Computer Science News
Up half the night? Or out like a light? 糖心TV research finds health consequences for both
A study led by University of 糖心TV Professor Jianfeng Feng has found that regularly sleeping too little is associated with depression and brain loss in emotion areas, while sleeping too long is associated with cognitive decline and degenerative diseases.
Sleeping the right amount is crucial for long term health. has recently been proposed as the average amount of sleep to aim for as an adult, yet some people regularly get too little, while others get more than they need.
MSc Prize Winners
Congratulations to all of 2023-2024 MSc students graduating in January 2025.
The department would also like recognise the winners of the following MSc prizes:
Best Overall Data Analytics student: Pak Ho Gordon Sy
Best Overall Computer Science student: Olly Wortley
Best Data Analytics dissertation: Tianyi Huang
Best Computer Science dissertation: Olly Wortley
Gold Medal at iGEM 2024
iGEM is a global synthetic biology competition that involves more than 400 teams worldwide.
The University of 糖心TV iGEM team 2024 – team – took part in the iGEM competition, which culminated with the iGEM Jamboree in Paris, at the end of October. We would like to congratulate Aaron Lee (CSE) for their fantastic work on the project within the team including 9 other UG students from various departments, including Life Sciences, Chemistry, Engineering and Mathematics. For their interdisciplinary project, they addressed the need for developing better ways to recycle lanthanides, such as the ones found in electronic devices. They engineered bacteria to scavenge for lanthanide ions and swim towards a point for collection through an engineered chemotactic system. Team BEACON were awarded a Gold medal (grade) at the Jamboree, in recognition of their success during the project.
Best Paper Award and 6 papers at ICALP 2024
Six papers co-authored by DIMAP and Theory and Foundations researchers were presented earlier in July at , the 51st International Colloquium on Automata, Languages, and Programming:
- Rohan Acharya, , : Lookahead Games and Efficient Determinisation of History-Deterministic B眉chi Automata,
- Dmitry Chistikov, Alessio Mansutti, Mikhail R. Starchak: ,
- , Guichen Gao, Shaofeng H.-C. Jiang, Robert Krauthgamer, Pavel Vesel媒: ,
- Argyrios Deligkas, Eduard Eiben, Robert Ganian, Iyad Kanj, : ,
- Julian D枚rfler, : ,
- , Rahul Santhanam: .
ICALP is the main conference and annual meeting of the European Association for Theoretical Computer Science (). took place in Tallinn, Estonia, on the 8th to 12th of July 2024.

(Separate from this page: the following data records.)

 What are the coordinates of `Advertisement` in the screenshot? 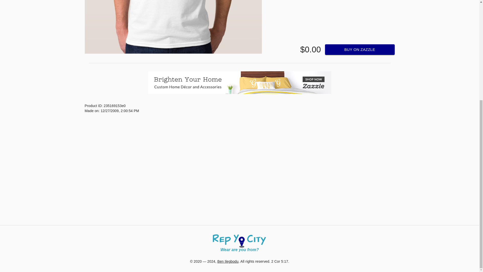 It's located at (239, 211).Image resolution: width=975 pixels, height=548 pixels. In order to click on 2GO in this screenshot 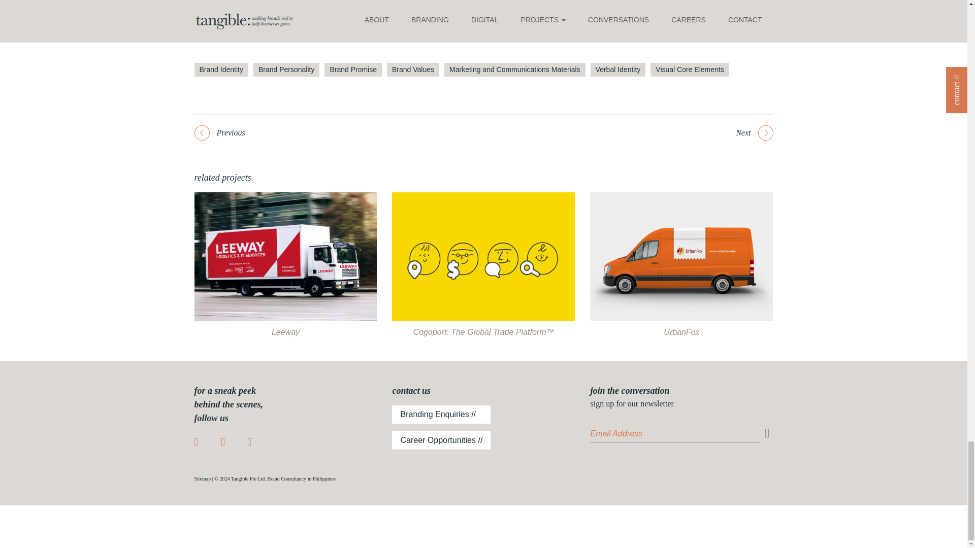, I will do `click(221, 17)`. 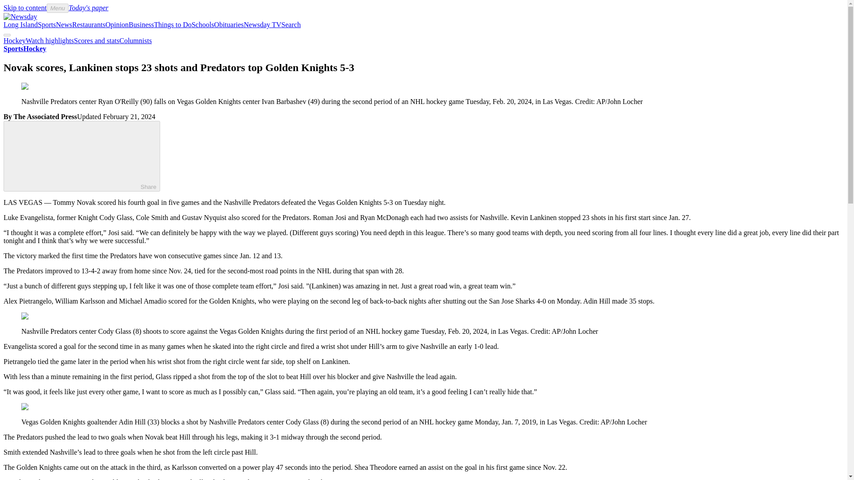 I want to click on Obituaries, so click(x=229, y=24). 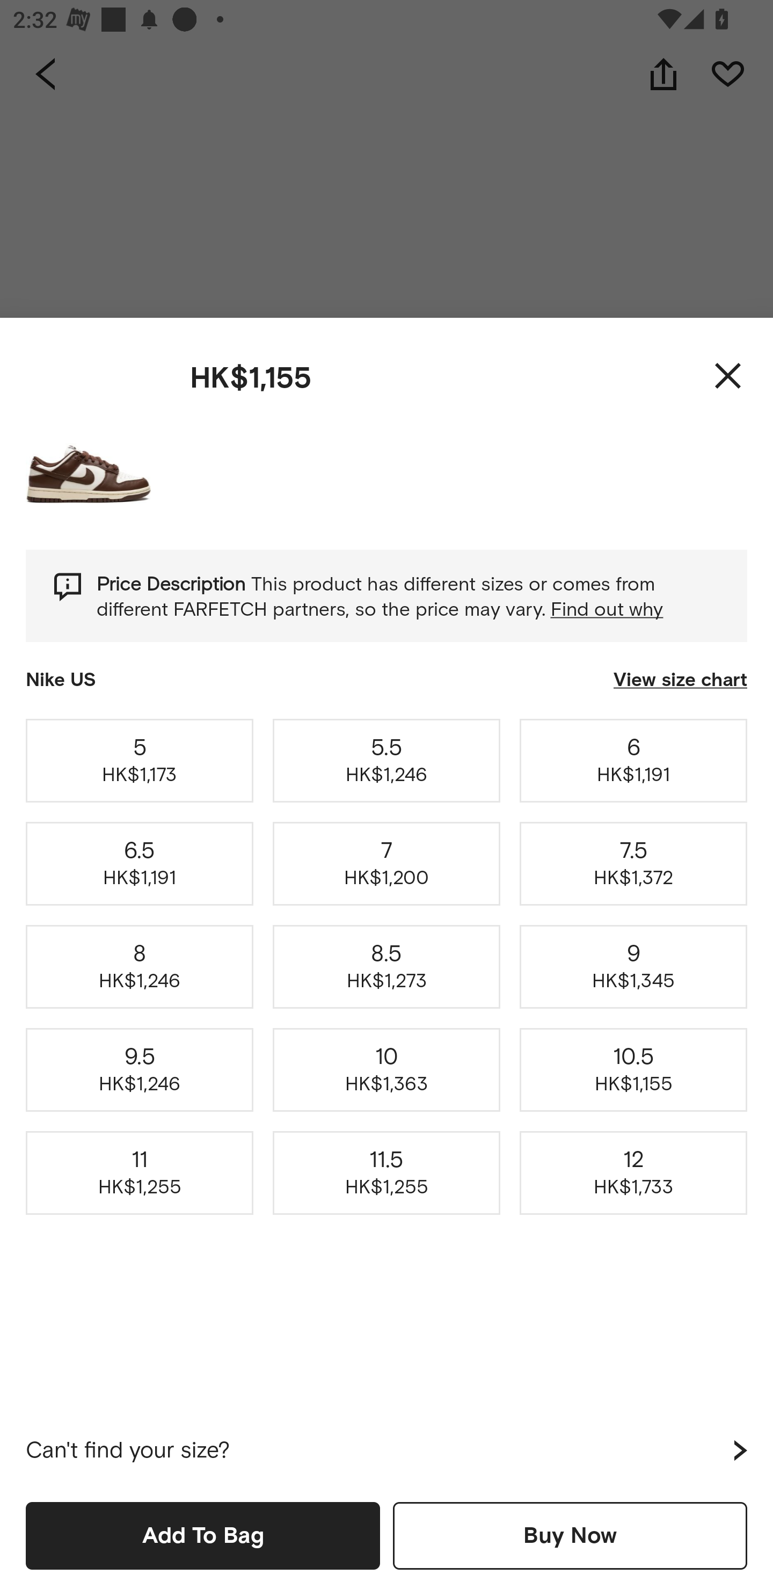 I want to click on 10.5 HK$1,155, so click(x=634, y=1070). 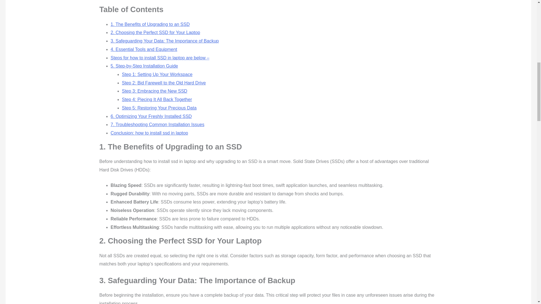 I want to click on 5. Step-by-Step Installation Guide, so click(x=144, y=66).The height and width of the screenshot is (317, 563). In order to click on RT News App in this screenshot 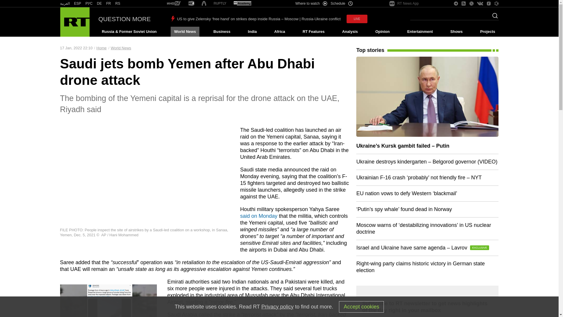, I will do `click(404, 4)`.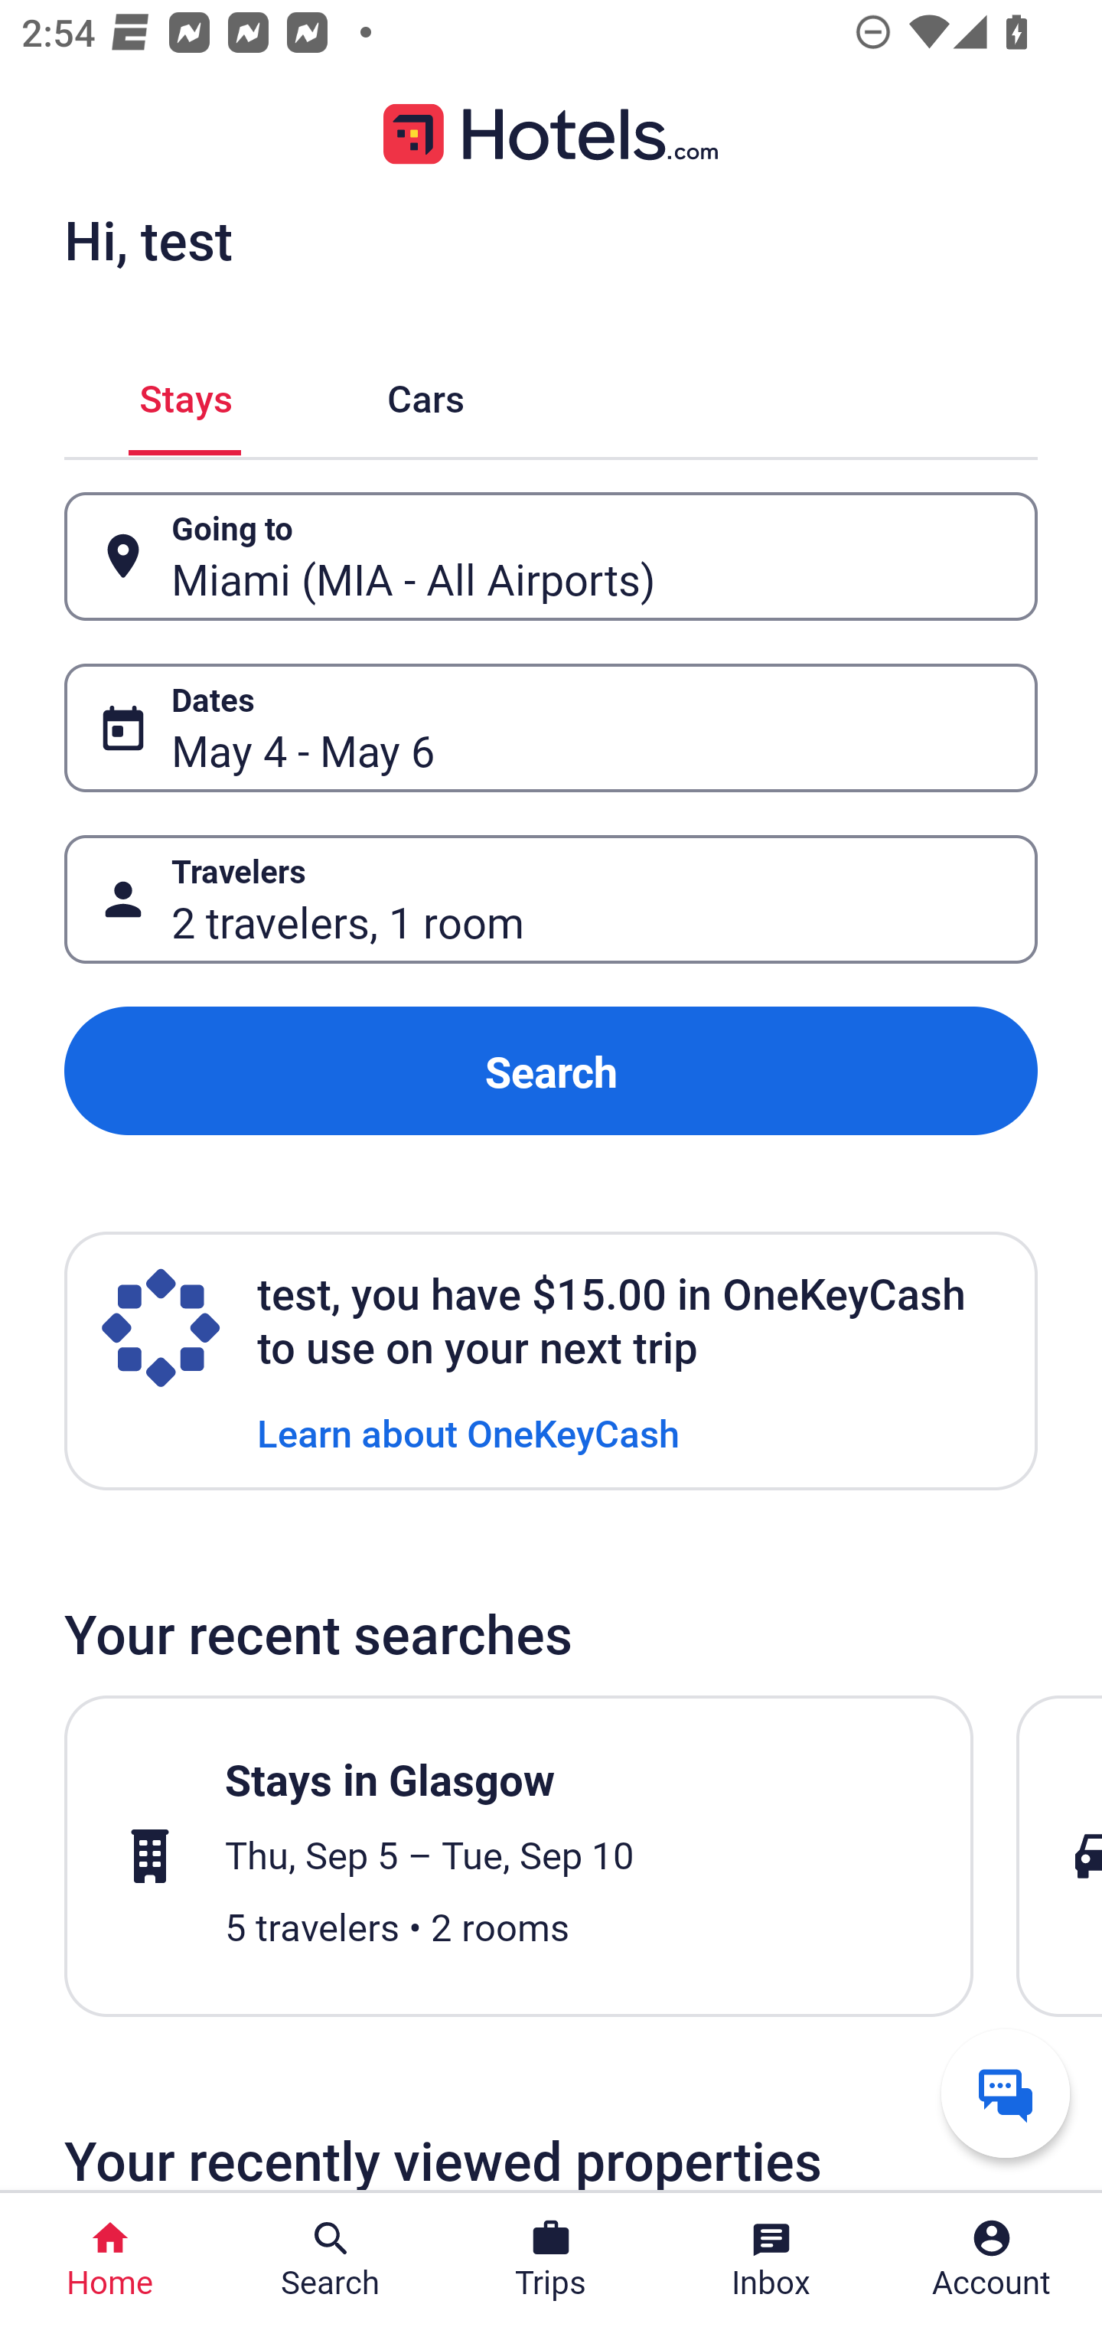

Dmitry's paper "" won the Best Paper Award of ICALP's Track B, which is a flagship research meeting on Automata, Logic, Semantics, and Theory of Programming. The paper studies the following problem: given a system of linear equations and constraints of the form y=2x, does it have a solution over the natural numbers? By using and extending a method that generalises , Dmitry and his co-authors Alessio Mansutti and Mikhail Starchak show that the problem belongs to . This result provides a way to efficiently certify the existence of a solution, even if all solutions are very big (towers of exponentials).
This is the second time in a row that this award goes to a 糖心TV paper: Henry Sinclair-Banks, a DIMAP PhD student, was an awardee in 2023.
Latest academic promotions
We are happy to announce that Dr Florin Ciucu (CS), Dr Long Tran-Thanh (CS) and Dr Paul Jenkins (Statistics and CS) have been promoted to Professor, effective 1st August 2024.
Many congratulations to our colleagues for all their achievements!

DCS Summer BBQ
The Department of Computer Science celebrated the end of the academic year with a staff BBQ, along with some games of rounders and a tug of war.
Thank you everyone for your hard work this year!
Breakthrough result on the power of memory in computation
A published by , a postdoctoral researcher in the Theory and Foundations (FoCS)Link opens in a new window research group and the Centre for Discrete Mathematics and its Applications (DIMAP)Link opens in a new window, has disproved a longstanding conjecture on the limitations of space-bounded computation.
For many years it had been believed that a function, known as Tree Evaluation, would be the key to separating two fundamental classes of problems: those computable quickly (P), and those computable in low space (L). Mertz, along with of Toronto, builds on their earlier work to show a low-space algorithm for Tree Evaluation, thus refuting this belief. In particular, their technique has attracted attention for shedding new light on the power of space-bounded computation, suggesting novel approaches to age-old questions in complexity theory. They show that space can be used in surprising ways, with the same memory serving many simultaneous purposes.
The paper, which Mertz will present at the , has been invited to the special issue of for the conference. STOC is the main conference of the Association of Computing Machinery (ACM) and one of the two premier venues for theoretical computer science, with only the top results being invited for publication in the special issue.
Mertz has also presented this work at many venues, including the Institute for Advanced Study (IAS), Columbia University, Oxford University, 糖心TV (, McGill University, and others.